Failing the bar exam
Brian December 27th, 2005
This article says that “[e]ach year, almost half of the country’s bar examinees will fail their state’s bar exam.”
If you have joined the ranks of those who must retake the exam, be reminded that you are in good company. Throughout history, many governors, members of Congress, mayors, attorneys general, military generals, law school professors, and judges have failed the bar exam as first-time test takers.
Hillary Clinton and the late John F. Kennedy, Jr., were two of the more famous politicos who were exposed as having failed their first bar exams–JFK, Jr., failed his second time around, as well–and Kathleen Sullivan, Stanford Law School’s former dean and a renowned attorney in her own right, was one of more than 4,000 examinees who did not pass the California Bar Exam.
I ended up doing the BarBri home study course (highly recommend), the MicroMash course (save your money), and the PMBR course (essential).
The BarBri is obviously the superior product for reviewing for the essay questions. Any one who takes the MBE without preparing with PMBR is basically rolling the dice, in my opinion.
The MicroMash bar review offered some nice features, but the materials were poor and the course as a whole was not that helpful.

Ugh!
I’m a member of the California bar already. I’m sitting for Virginia in February 2006.
Good Luck, J.C.
After passing CA, you will probably not have any problems with VA.
Do you have to know the old rules (Motion for Judgment/Bill of Complaint) or the new rules (Complaint) for the Feburary exam?
I think they have to know the new rules for February.
I used BarBri more than anything when I studied. I did have the PMBR books which I used at home to do a lot of questions. I think both are completely essential if you want to pass. I have heard mixed reviews on MicroMash.
Hey! Sorry to be AWOL for so long. I’ve been working about 60-70 hrs. per week plus 2 hours worth of commuting. That shall change soon.
I did BarBri and Dean Kinsler’s course in Southwestern Virginia
http://www.guaranteedmultistatebarreview.com
A little personal tip I will give out. For essay topics, I made up three hypotheticals from my condensed Barbri notes for the subject and wrote sample answers to the questions. For the multistate, I ordered the old practice exams and did them. Then, when I was studying for the multistate, I copied the questions word for word onto my personal notes (of course, after condensing notes on the particular subject).
Good luck J.C. (and anyone else who may be viewing this and studying for the bar).
Oh yeah, one more thing.
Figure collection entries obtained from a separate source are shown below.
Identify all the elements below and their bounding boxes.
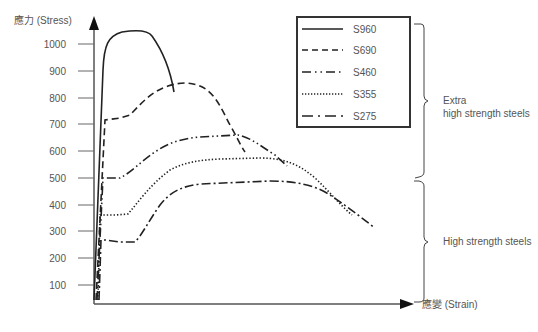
group-label-high: High strength steels (443, 236, 531, 247)
svg-text:200: 200 (49, 253, 66, 264)
brace-high-strength-icon (414, 181, 428, 302)
svg-text:800: 800 (49, 93, 66, 104)
x-axis-label: 應變 (Strain) (422, 298, 478, 310)
y-axis-arrow-icon (89, 16, 99, 30)
svg-text:300: 300 (49, 226, 66, 237)
legend-label-s960: S960 (353, 24, 377, 35)
brace-extra-high-strength-icon (414, 24, 428, 178)
group-braces (414, 24, 428, 302)
svg-text:1000: 1000 (44, 39, 67, 50)
legend: S960 S690 S460 S355 S275 (297, 17, 410, 127)
curve-s690 (96, 83, 245, 300)
svg-text:900: 900 (49, 66, 66, 77)
curve-s355 (98, 158, 352, 300)
svg-text:400: 400 (49, 200, 66, 211)
svg-text:600: 600 (49, 146, 66, 157)
y-tick-labels: 100 200 300 400 500 600 700 800 900 1000 (44, 39, 67, 291)
group-label-extra-line2: high strength steels (443, 108, 530, 119)
y-ticks (78, 44, 94, 285)
legend-label-s275: S275 (353, 111, 377, 122)
curve-s460 (97, 135, 287, 300)
group-label-extra-line1: Extra (443, 95, 467, 106)
legend-label-s690: S690 (353, 45, 377, 56)
svg-text:100: 100 (49, 280, 66, 291)
legend-label-s355: S355 (353, 89, 377, 100)
curve-s960 (94, 31, 174, 300)
stress-strain-chart: 應力 (Stress) 應變 (Strain) 100 200 300 400 … (0, 0, 538, 332)
legend-label-s460: S460 (353, 67, 377, 78)
y-axis-label: 應力 (Stress) (14, 14, 72, 26)
svg-text:500: 500 (49, 173, 66, 184)
x-axis-arrow-icon (400, 299, 414, 309)
svg-text:700: 700 (49, 119, 66, 130)
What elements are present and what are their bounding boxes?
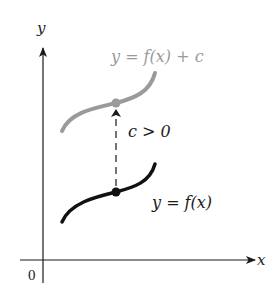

DON’T DRONE ON! Keep your answers brief. I did not fill more than 1/2 the pages front and back on my exam booklets (2 questions per booklet). The graders like brief answers.
I am a California and Colorado attorney. But, I have to take the VA bar in February 06, and I am terrified! The language seems so different.
I don’t understand the “scoring”. Can anyone explain it to me? Kim
I just took the VA Bar in July and now have to take it again this Feb. A trusted prof. & former bar grader/ question drafter shared that he thinks its highly unlikely we will be tested on the “new” procedure labels (i.e., complaint v. bill of complaint/ mtn for judgment, etc.). The langauge is different and the examiners want you to use VA language in your answers. Essays are worth 60% & MBE 40%.
Good luck, DC and Kimberley.
Hey all,
Well, the Feb 2006 bar is over. What did everyone think? I found the morning part of the MBE to be much tougher than the afternoon. The essays, which are always hardest for me, who knows? I know I blew a few of the subparts. Hopefully I still gathered enough points.
What did anyone else think?
I think they flip different portions of the MBE to different people/places. (I know they do it in FL with the LSAT - a law student working in my office had a different version than her friend.) For the MBE, some books were labelled 26 & some 15. I found the 2/2006 MBE morning portion fair — not that I didn’t make a couple of dumb mistakes - & the afternoon brutal. It’s not so much the fact patterns - it’s trying to divine the subjective intent of the unintelligible answers.